According to the lawsuit, Kalibrate helps “coordinate high prices” and even discourages its users from pricing their gas lower than competitors, saying that doing so would trigger a “downward spiral.”

“Kalibrate promises that if gas stations surrender their pricing decisions and competitively sensitive cost and volume data to Kalibrate Fuel Pricing, the software will enable them to avoid competing with other area stations and to charge higher prices to consumers,” the lawsuit said.

Californians already pay some of the highest gas prices in the nation, and since the start of the Iran war.

The lawsuit is the latest to accuse software companies of driving up the cost of living for millions in the U.S. Other examples include the , which has been accused of helping landlords drive up rent prices, and the , a data-sharing company accused of helping the meatpacking industry inflate grocery prices.

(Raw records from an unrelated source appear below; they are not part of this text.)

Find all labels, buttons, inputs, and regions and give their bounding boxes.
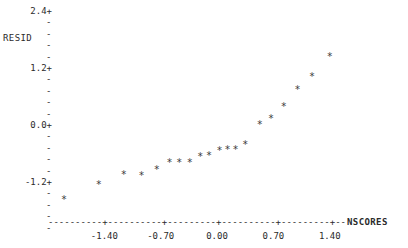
y-axis-minor-tick: - [46,98,51,107]
y-axis-minor-tick: - [46,132,51,141]
data-point-marker: * [206,151,212,157]
y-axis-minor-tick: - [46,201,51,210]
data-point-marker: * [216,146,222,152]
y-axis-minor-tick: - [46,167,51,176]
x-axis-tick-label: -1.40 [74,232,134,241]
x-axis-line: ----------+----------+---------+--------… [48,218,346,227]
character-scatter-plot: RESID 2.4+----1.2+----0.0+-----1.2+---- … [0,0,408,248]
data-point-marker: * [167,158,173,164]
data-point-marker: * [138,171,144,177]
y-axis-variable-label: RESID [3,34,32,43]
y-axis-tick-label: -1.2+ [10,178,52,187]
data-point-marker: * [233,145,239,151]
x-axis-variable-label: NSCORES [347,218,388,227]
y-axis-tick-label: 0.0+ [10,121,52,130]
data-point-marker: * [242,140,248,146]
data-point-marker: * [121,170,127,176]
data-point-marker: * [187,158,193,164]
y-axis-minor-tick: - [46,189,51,198]
y-axis-minor-tick: - [46,53,51,62]
data-point-marker: * [176,158,182,164]
y-axis-tick-label: 2.4+ [10,7,52,16]
data-point-marker: * [295,85,301,91]
data-point-marker: * [154,165,160,171]
data-point-marker: * [96,180,102,186]
y-axis-minor-tick: - [46,155,51,164]
data-point-marker: * [309,72,315,78]
y-axis-minor-tick: - [46,144,51,153]
x-axis-tick-label: 1.40 [300,232,360,241]
data-point-marker: * [197,152,203,158]
x-axis-tick-label: -0.70 [131,232,191,241]
y-axis-minor-tick: - [46,18,51,27]
y-axis-tick-label: 1.2+ [10,64,52,73]
data-point-marker: * [225,145,231,151]
y-axis-minor-tick: - [46,110,51,119]
data-point-marker: * [61,195,67,201]
data-point-marker: * [281,102,287,108]
data-point-marker: * [257,120,263,126]
y-axis-minor-tick: - [46,41,51,50]
y-axis-minor-tick: - [46,75,51,84]
y-axis-minor-tick: - [46,87,51,96]
data-point-marker: * [268,114,274,120]
x-axis-tick-label: 0.00 [187,232,247,241]
data-point-marker: * [327,52,333,58]
y-axis-minor-tick: - [46,30,51,39]
x-axis-tick-label: 0.70 [243,232,303,241]
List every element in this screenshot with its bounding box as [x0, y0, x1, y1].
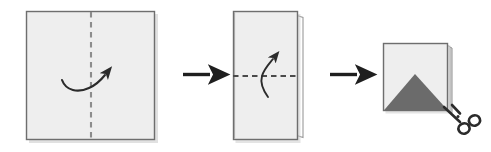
scissors-ring-right [467, 114, 481, 128]
scissors-blade-lower [452, 105, 460, 114]
diagram-canvas [0, 0, 491, 152]
step-3-group [384, 44, 482, 136]
step-2-group [233, 12, 303, 144]
scissors-pivot [457, 115, 460, 118]
step-1-group [27, 12, 159, 144]
paper-folding-diagram: Three-step diagram: fold a square sheet … [0, 0, 491, 152]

The DOJ has settled both of those lawsuits in the past year, though various state attorneys general are still pursuing lawsuits against RealPage and numerous property management companies.

Concern over algorithmic pricing prompted Democratic California Gov. Gavin ݮýom last year to sign a bill saying that state antitrust law applies to pricing algorithms, helping to pave the way for this week’s lawsuit.

Kalibrate is headquartered in Manchester, England, and operates in more than 70 countries. It did not respond to a request for comment Wednesday.

The lawsuit accuses Kalibrate of facilitating cartel-like collusion. Only this time, instead of competitors making a secret deal “over cigars in a smoky back room,” the price-fixing is done through AI, according to the lawsuit.

“As technology has advanced, so too have the mechanisms available to competitors to fix prices without the cigars, the smoke, or even the room,” the lawsuit says.

Among the examples the lawsuit lists is a “restoration” tool that helps “nearly all gas stations in an area raise their prices contemporaneously and by a large amount.”

According to the lawsuit, research into algorithmic fuel-pricing software found average price increases of about 6 cents per gallon, rising to as much as 30 cents per gallon in markets where many stations use the technology.

“Because of the volume of fuel sold across California, a single cent increase at the pump will drain a whopping $134 million from California drivers’ wallets every year across the state,” the lawsuit says.

The defendants in the lawsuit — which also include BP, Speedway, EG America, Walmart and Albertsons — collectively operate more than 1,700 gas stations in California, according to the lawsuit. None of them immediately responded to a request for comment.

The lawsuit seeks to represent California drivers who bought gas at stations using Kalibrate software since June 2022.